Dear all,

After very mild amount of homework, I think a followup was due.

Magnus Danielson wrote:
Peter Vince wrote:
2009/12/26 Robert Lutwak <[email protected]>:
...
CSAC is intended for portable battery-powered operation. Surely your
basement has the space and wallplug power to support an LPRO. (p.s. don't
cool the damn thing, heat it).
...

Hi Robert,

     Do I understand you are suggesting heating an LPRO, not cooling
it?  That seems to go against what I understood, that greater cooling
leads to increased life.

While not directed to me, these are my understandings:

Besides the power applied to heat the Rb lamp, the physical package needs to be at the sweet-spot in temperature, so heating is performed.

Looking in the LPRO manual, as found in say:
http://www.ham-radio.com/sbms/LPRO-101.pdf
and the LPRO repair-guide:
http://www.radcomms.net/EFRATOM%20LPRO%20101%20Repair%20Guide.pdf

The Rb lamp heats to 110 C and the physical package to 78 C.
Notice also figure 1.3 displaying power dissapation as a funciton of baseplate temperature. The simplified model for power consumption in chapter 3.2.3 gives a good hint about what is going on. For 20 degrees the RF lamp consumes about 1,7 W where as for 70 degrees it consumed about 750 mW. Similarly, for 20 degrees the physical package heating consumes about 3,8 W where as for 70 degrees it constumed about 520 mW. Thus, allowing the increase of baseplate temperature from 20 degrees to 70 degrees reduces the Rubidium assembly heating from a total of 5,5 W to 1,3 W. Looking at figure 1.3 and the equation again, we see that about 280 mA derives from the other electronics and that a lower (18 V) supply has significant shift in power. Thus, by paying attention to supplied power and baseplate temperature and cooling (which becomes more important to maintain baseplate below 70 degrees) less power dissapation can be achieved. With that in hand, both passive and active ovenizing could be considered. 5-6 W is significantly lower than 12-13 W and should allow for simpler solutions.

There is also hints about how to temperature compensate the LPRO by steering the C-field from a temperature sensor. A sensible ovenization should reduce the need of such approaches, even if possible. Boxing one up similar to that of Thunderbolts may be the way to go.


Problem statement
An exact copy of every record below is required, with the pictures left out.

......

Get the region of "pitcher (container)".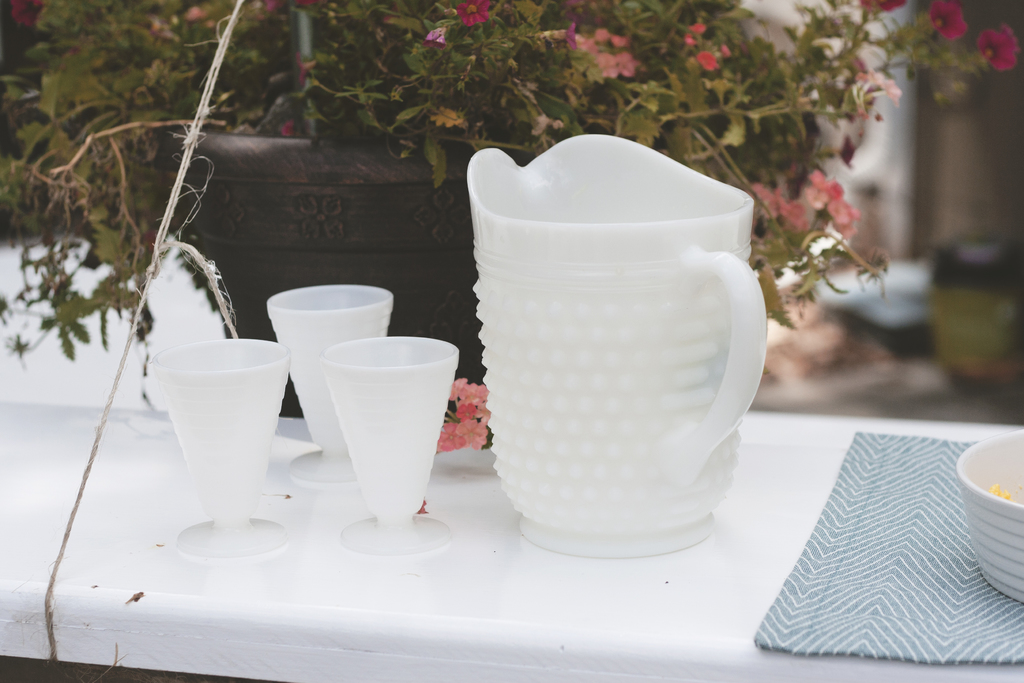
x1=470, y1=135, x2=767, y2=563.
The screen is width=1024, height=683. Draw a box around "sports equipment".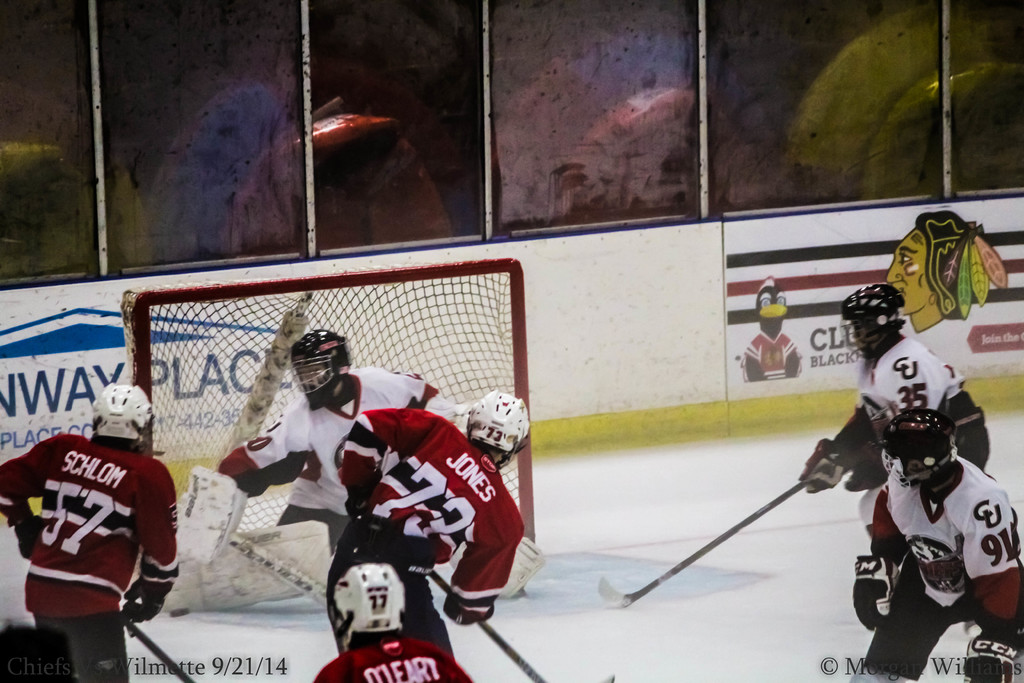
(881,409,961,490).
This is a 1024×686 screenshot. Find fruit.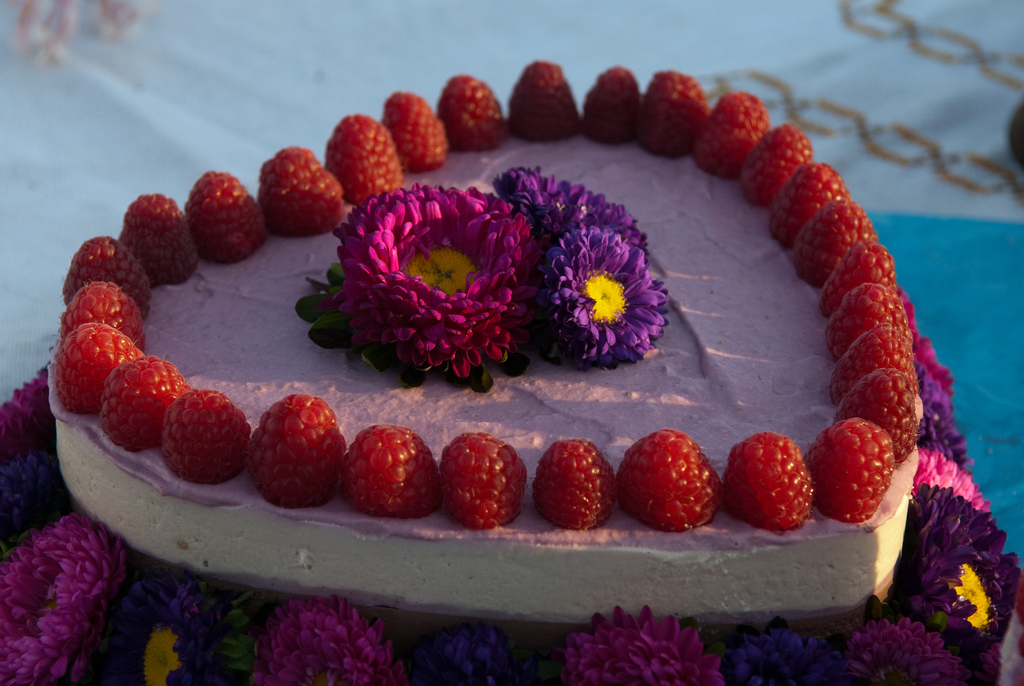
Bounding box: region(335, 422, 431, 528).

......

Written response
Get the region of "pitcher (container)".
x1=470, y1=135, x2=767, y2=563.
The screen is width=1024, height=683. Draw a box around "sports equipment".
(881,409,961,490).
This is a 1024×686 screenshot. Find fruit.
Bounding box: region(335, 422, 431, 528).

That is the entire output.